1. Reines HD, Macho JR, Ross EL, Wetzel FT. Outpatient pain management: are you part of the solution or part of the problem [panel discussion]. Program and abstracts of the 85th Clinical Congress of the American College of Surgeons; October 10-15, 1999; San Francisco, Calif.
2. Agency for Health Care Policy and Research. Acute Pain Management in Adults: Operative or Medical Procedures and Trauma (Quick Reference Guide for Clinicians). Rockville, Md: Agency for Health Care Policy and Research, Public Health Service, US Dept of Health and Human Services; February 1992. Publication No. AHCPR 92?0019.

Suggested Readings

* Buggy DJ, Smith G. Epidural anaesthesia and analgesia: better outcome after surgery? Growing evidence suggests so. BMJ. 1999;319:530-531.
* Car DB, Goudas LC. Acute pain. Lancet. 1999;353:2051-2058.
* Cousins MJ, ed. Acute and chronic pain. Int Anaesth Clin. 1997;35:1-213.

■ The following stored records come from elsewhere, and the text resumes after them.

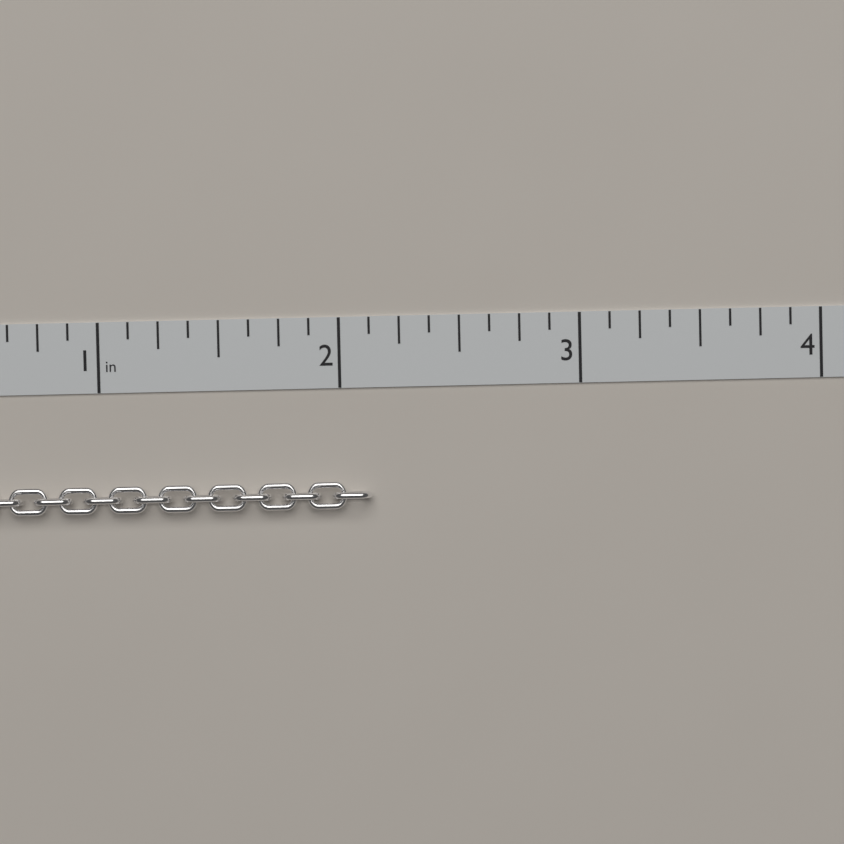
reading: 2.125 in
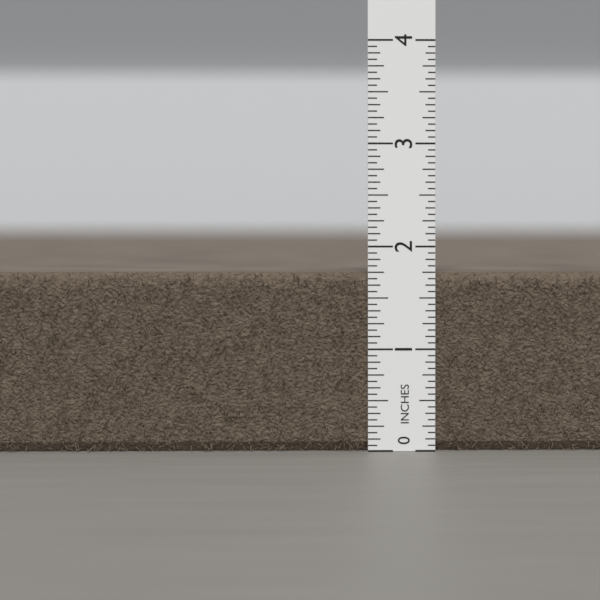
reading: 1.7500 in
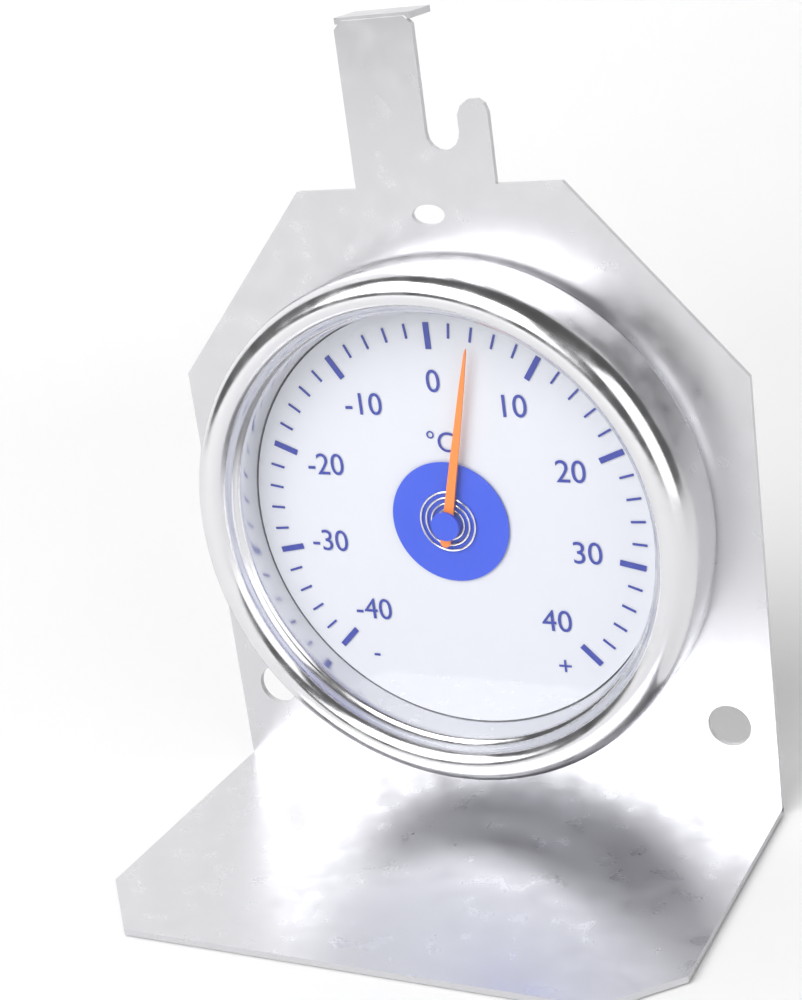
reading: 4 °C
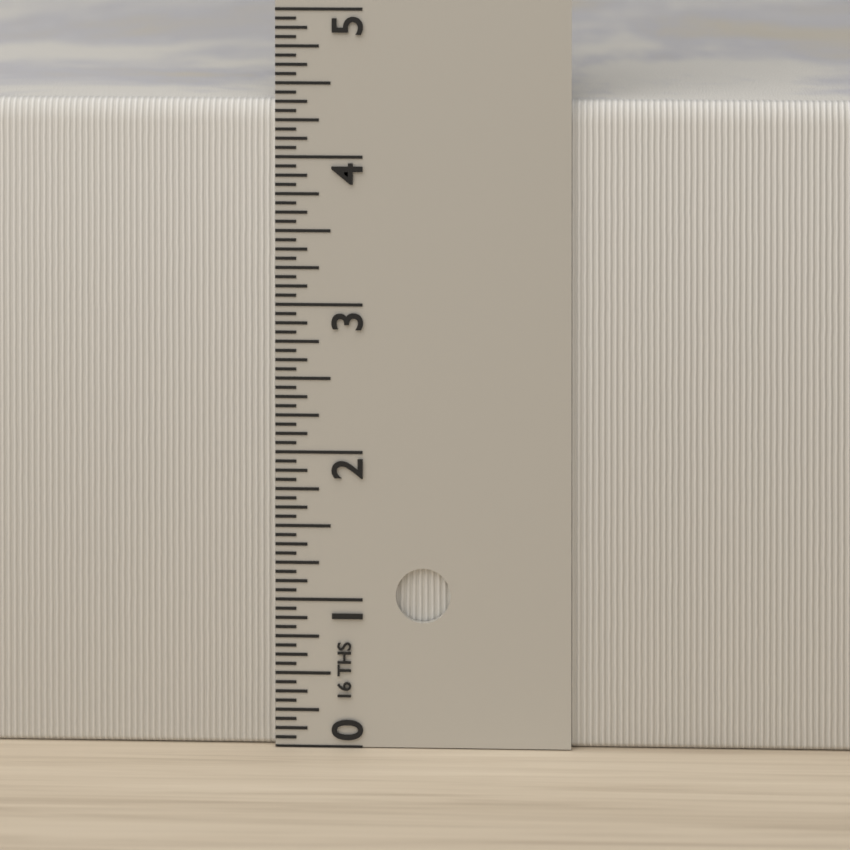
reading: 4.3750 in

* D?Amours RH, Ferrante FM. Postoperative pain management. JOSPT. 1996;24:227-236.
* Frenette L. The acute pain service. Crit Care Clin. 1999;15:143-166.
* Hartmann T, Krenn CG, Preis C, Felfernig M. Organization and methods in postoperative pain therapy. Anaesthesia. 1998;53(suppl 2):47-49.
* Moon MR, Luchette FA, Gibson SW, Crews J, et al. Prospective, randomized comparison of epidural versus parenteral opioid analgesia in thoracic trauma. Ann Surg. 1999;229:684-692.
* Sandler AN, ed. Pain control in the perioperative patient. Surg Clin N Am. 1999;79:213-449.